TV

Prime Video Finally Has a Love, Death + Robots Successor — Secret Level Is One of Its Best Series

Prime Video Finally Has a Love, Death + Robots Successor — Secret Level Is One of Its Best Series
Image credit: Legion-Media

Prime Video just leveled up: sci-fi anthology Secret Level turns video game storytelling into must-watch TV—and one of the platform’s best shows.

Netflix set the modern bar for animated sci-fi anthologies with Love, Death + Robots. Prime Video looked at that and said: cool, now watch this. The result, Secret Level, is the kind of surprise that sneaks up on you and then refuses to leave your brain.
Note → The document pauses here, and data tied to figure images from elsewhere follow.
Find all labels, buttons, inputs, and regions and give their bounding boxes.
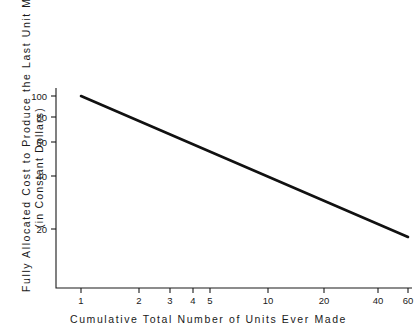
x-tick-label: 3 [167, 295, 172, 306]
x-tick-label: 1 [78, 295, 83, 306]
x-tick-label: 20 [319, 295, 330, 306]
x-tick-label: 4 [190, 295, 195, 306]
y-tick-label: 100 [31, 91, 47, 102]
plot-area: 20406080100 1234510204060 [0, 0, 417, 331]
chart-figure: Fully Allocated Cost to Produce the Last… [0, 0, 417, 331]
y-tick-label: 60 [36, 137, 47, 148]
x-axis-title: Cumulative Total Number of Units Ever Ma… [0, 313, 417, 325]
x-tick-label: 10 [263, 295, 274, 306]
y-axis-ticks: 20406080100 [31, 91, 56, 235]
x-tick-label: 2 [136, 295, 141, 306]
y-tick-label: 80 [36, 112, 47, 123]
x-tick-label: 60 [403, 295, 414, 306]
x-tick-label: 5 [207, 295, 212, 306]
x-axis-ticks: 1234510204060 [78, 288, 413, 306]
data-series-line [81, 96, 408, 237]
axis-frame [56, 88, 412, 288]
y-tick-label: 40 [36, 171, 47, 182]
y-tick-label: 20 [36, 224, 47, 235]
x-tick-label: 40 [373, 295, 384, 306]
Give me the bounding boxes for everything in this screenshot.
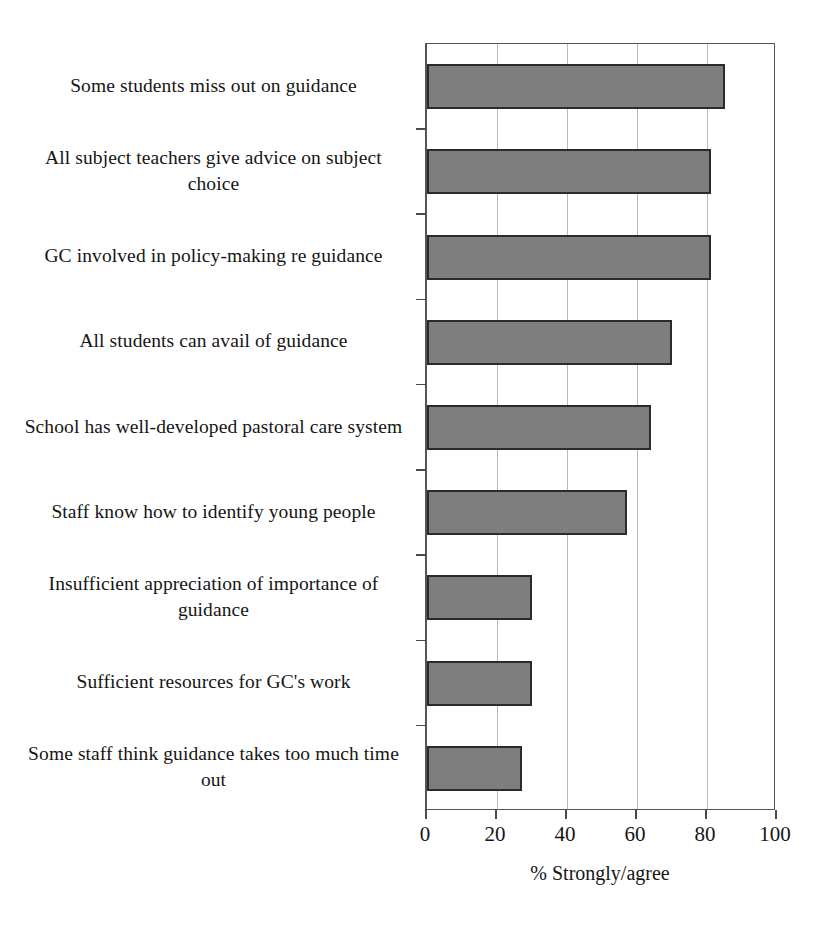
bar: [427, 661, 532, 706]
category-labels: Some students miss out on guidance All s…: [20, 43, 415, 810]
x-axis-tick: [425, 810, 427, 819]
category-label: All students can avail of guidance: [20, 328, 407, 354]
bar: [427, 64, 725, 109]
bar: [427, 490, 627, 535]
y-axis-tick: [416, 725, 426, 727]
y-axis-tick: [416, 554, 426, 556]
bar: [427, 235, 711, 280]
x-axis-tick-label: 0: [395, 822, 455, 847]
bar: [427, 149, 711, 194]
category-label: Some students miss out on guidance: [20, 73, 407, 99]
y-axis-tick: [416, 213, 426, 215]
bar: [427, 320, 672, 365]
x-axis-tick: [565, 810, 567, 819]
category-label: All subject teachers give advice on subj…: [20, 145, 407, 197]
y-axis-tick: [416, 384, 426, 386]
x-axis-tick: [635, 810, 637, 819]
category-label: Staff know how to identify young people: [20, 499, 407, 525]
y-axis-tick: [416, 299, 426, 301]
x-axis-tick-label: 60: [605, 822, 665, 847]
x-axis-tick: [495, 810, 497, 819]
category-label: School has well-developed pastoral care …: [20, 414, 407, 440]
y-axis-tick: [416, 128, 426, 130]
category-label: Sufficient resources for GC's work: [20, 669, 407, 695]
x-axis-tick-label: 100: [745, 822, 805, 847]
y-axis-tick: [416, 640, 426, 642]
category-label: Some staff think guidance takes too much…: [20, 741, 407, 793]
bar: [427, 575, 532, 620]
bar: [427, 746, 522, 791]
x-axis-tick-label: 40: [535, 822, 595, 847]
bar-chart: Some students miss out on guidance All s…: [0, 0, 832, 932]
plot-area: [425, 43, 775, 810]
category-label: GC involved in policy-making re guidance: [20, 243, 407, 269]
x-axis-tick: [705, 810, 707, 819]
category-label: Insufficient appreciation of importance …: [20, 571, 407, 623]
x-axis-tick-label: 80: [675, 822, 735, 847]
x-axis-title: % Strongly/agree: [425, 862, 775, 885]
y-axis-tick: [416, 469, 426, 471]
x-axis-tick-label: 20: [465, 822, 525, 847]
bar: [427, 405, 651, 450]
x-axis-tick: [775, 810, 777, 819]
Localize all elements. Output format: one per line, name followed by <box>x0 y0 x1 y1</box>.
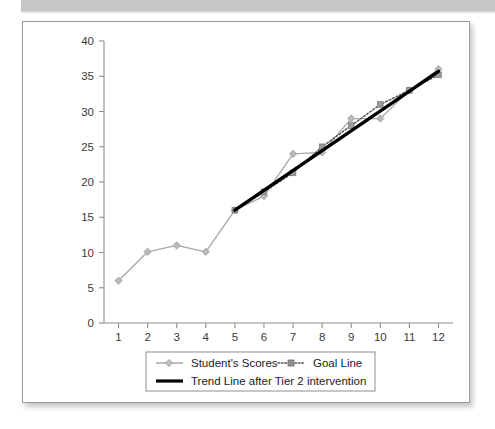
legend-label-students-scores: Student's Scores <box>191 357 278 369</box>
x-axis-tick-label: 3 <box>174 331 180 343</box>
series-trend-line <box>235 71 439 210</box>
chart-canvas: 0510152025303540 123456789101112 Student… <box>23 22 471 404</box>
x-axis-tick-labels: 123456789101112 <box>115 331 445 343</box>
y-axis-tick-label: 35 <box>81 70 94 82</box>
y-axis-tick-label: 15 <box>81 211 94 223</box>
x-axis-tick-label: 2 <box>144 331 150 343</box>
y-axis-tick-label: 25 <box>81 141 94 153</box>
y-axis-tick-labels: 0510152025303540 <box>81 35 94 329</box>
y-axis-tick-label: 10 <box>81 247 94 259</box>
y-axis-tick-label: 40 <box>81 35 94 47</box>
legend-label-goal-line: Goal Line <box>313 357 362 369</box>
x-axis-tick-label: 12 <box>432 331 445 343</box>
y-axis-tick-label: 30 <box>81 106 94 118</box>
x-axis-tick-label: 1 <box>115 331 121 343</box>
page-header-band-shadow <box>21 11 495 14</box>
x-axis-tick-label: 6 <box>261 331 267 343</box>
figure-frame: 0510152025303540 123456789101112 Student… <box>22 21 470 403</box>
x-axis-tick-label: 11 <box>403 331 415 343</box>
x-axis-tick-label: 8 <box>319 331 325 343</box>
trend-line-path <box>235 71 439 210</box>
x-axis-tick-label: 4 <box>203 331 210 343</box>
chart-legend: Student's Scores Goal Line Trend Line af… <box>146 352 375 391</box>
x-axis-tick-label: 5 <box>232 331 238 343</box>
data-point-marker <box>377 102 383 108</box>
page-header-band <box>21 0 495 11</box>
x-axis-tick-label: 7 <box>290 331 296 343</box>
data-point-marker <box>289 150 296 157</box>
y-axis-tick-label: 20 <box>81 176 94 188</box>
legend-label-trend-line: Trend Line after Tier 2 intervention <box>191 375 366 387</box>
y-axis-tick-label: 0 <box>88 317 94 329</box>
y-axis-ticks <box>99 41 104 323</box>
progress-monitoring-line-chart: 0510152025303540 123456789101112 Student… <box>23 22 471 404</box>
students-scores-line <box>119 69 439 281</box>
y-axis-tick-label: 5 <box>88 282 94 294</box>
square-marker-icon <box>288 360 294 366</box>
x-axis-ticks <box>119 323 439 328</box>
x-axis-tick-label: 9 <box>348 331 354 343</box>
x-axis-tick-label: 10 <box>374 331 387 343</box>
data-point-marker <box>173 242 180 249</box>
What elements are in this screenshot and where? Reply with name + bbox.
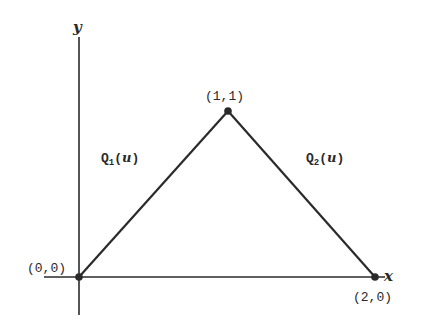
segment-label-q1: Q1(u)	[101, 150, 139, 168]
y-axis-label: y	[72, 18, 83, 36]
point-label-apex: (1,1)	[205, 89, 244, 104]
point-label-end: (2,0)	[353, 290, 392, 305]
segment-label-q2: Q2(u)	[306, 150, 344, 168]
point-label-origin: (0,0)	[27, 261, 66, 276]
x-axis-label: x	[383, 267, 394, 285]
diagram-canvas: y x (0,0) (1,1) (2,0) Q1(u) Q2(u)	[0, 0, 432, 336]
point-apex	[224, 107, 232, 115]
point-origin	[75, 273, 83, 281]
segment-q2	[228, 111, 375, 277]
segment-q1	[79, 111, 228, 277]
point-end	[371, 273, 379, 281]
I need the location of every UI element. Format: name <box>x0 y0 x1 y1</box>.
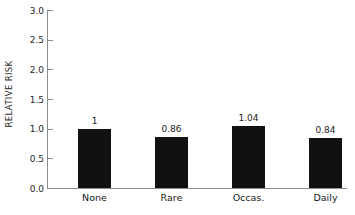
y-axis-tick-mark <box>48 158 53 159</box>
x-axis-category-label: Daily <box>309 192 342 203</box>
y-axis-tick-mark <box>48 188 53 189</box>
y-axis-tick-label: 3.0 <box>30 6 44 16</box>
y-axis-title: RELATIVE RISK <box>0 0 18 188</box>
plot-area: 0.00.51.01.52.02.53.0 10.861.040.84 None… <box>47 10 347 188</box>
y-axis-tick-label: 0.5 <box>30 154 44 164</box>
y-axis-tick-label: 2.5 <box>30 35 44 45</box>
bar: 0.84 <box>309 10 342 188</box>
y-axis-tick-mark <box>48 10 53 11</box>
x-axis-category-label: Rare <box>155 192 188 203</box>
x-axis-line <box>47 188 347 189</box>
y-axis-tick-label: 1.0 <box>30 124 44 134</box>
y-axis-tick-label: 2.0 <box>30 65 44 75</box>
bar-rect <box>232 126 265 188</box>
bar-value-label: 0.86 <box>161 124 181 134</box>
bar: 1 <box>78 10 111 188</box>
y-axis-tick-mark <box>48 40 53 41</box>
bar-rect <box>78 129 111 188</box>
y-axis-title-label: RELATIVE RISK <box>4 61 14 128</box>
bar: 1.04 <box>232 10 265 188</box>
x-axis-category-label: Occas. <box>232 192 265 203</box>
bar-value-label: 0.84 <box>315 125 335 135</box>
y-axis-tick-mark <box>48 99 53 100</box>
bar-value-label: 1.04 <box>238 113 258 123</box>
bar-rect <box>309 138 342 188</box>
y-axis-tick-mark <box>48 69 53 70</box>
y-axis-tick-mark <box>48 129 53 130</box>
bar-chart: RELATIVE RISK 0.00.51.01.52.02.53.0 10.8… <box>0 0 355 215</box>
bar-value-label: 1 <box>92 116 98 126</box>
bar: 0.86 <box>155 10 188 188</box>
bar-rect <box>155 137 188 188</box>
x-axis-category-label: None <box>78 192 111 203</box>
y-axis-tick-label: 1.5 <box>30 95 44 105</box>
y-axis-tick-label: 0.0 <box>30 184 44 194</box>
The baseline: LD+R blew the doors open

Love, Death + Robots made the anthology format feel dangerous again, flipping between sentient pool cleaners, galaxy-spanning wars, mutant gladiators, and yes, yogurt running the planet. It became the default reference point for bite-sized sci-fi.

Enter Secret Level: Tim Miller swings again

After building LD+R, Tim Miller shifted over to Prime Video to mastermind a video game anthology that plays on the same field, both in scope and polish. Secret Level adapts (and spins up fresh stories inside) some of the biggest games ever, a handful of modern cult favorites, and even one notorious flop. For a bunch of these properties, this was their first time getting any kind of screen treatment, and Secret Level lays down a marker for how future game-to-screen projects should operate.

The first season landed as a 15-episode drop in December 2024. It did not roar out of the gate the way LD+R did. But give it a year and a half, and it has quietly settled in as one of the best sci-fi shows on Prime Video.

Faithful, feral, and everything between

This show does not treat every source with the same kid gloves. Some entries are straight-up excellent translations: the Sisu episode, the Warhammer 40,000 story, and the Dungeons & Dragons/Baldur's Gate chapter all respect the games while finding real cinematic juice. Other times, Secret Level takes the keys and peels out.

Case in point: Pac-Man. Instead of dots-and-cherries nostalgia, the episode reframes the yellow icon as an interdimensional prisoner tearing through a sprawling maze, evading relentless ghosts while a Destiny-like, cryptic presence keeps nudging him the wrong way. The art direction leans grimdark enough to sit comfortably next to anything in the 40k universe. It should not work. It absolutely does.

The show also plays with perspective. Some episodes drop you in alongside the games' familiar heroes. One standout, 'The Outer Worlds: The Company We Keep,' zooms in on a seemingly random NPC scraping by under the thumb of the galaxy's megacorps. It expands the original game's worldbuilding by giving you the quiet, grinding view from the bottom. And yes, a few chapters even mash up multiple games inside one story and still come out coherent.

The cast is stacked, and then somehow stacked again

It is not just the usual heavy-hitting voice actors (though the bench there is deep). Secret Level also flexes an A-list roster that would be headline news if it belonged to a single movie, let alone an anthology season.

  • Keanu Reeves headlines the Armored Core episode as a battle-scarred pilot, backed by Patrick Schwarzenegger and Temuera Morrison.
  • Arnold Schwarzenegger shows up elsewhere, because apparently one Schwarzenegger was not enough.
  • Ricky Whittle, Kevin Hart, and Gabriel Luna add more star power across the season.
  • Voice-acting royalty is all over the place: Aleks Le, Nelson Lee, Steve Blum, Bridget Oberlin, and Fred Tatasciore, among others.

The bottom line

Secret Level does what a great anthology should: swing big, miss sometimes, and still leave you buzzing because the hits are that bold. It rivals LD+R on ambition and craft, and when it locks in on a game world, it sets a new standard for how these adaptations can actually feel alive.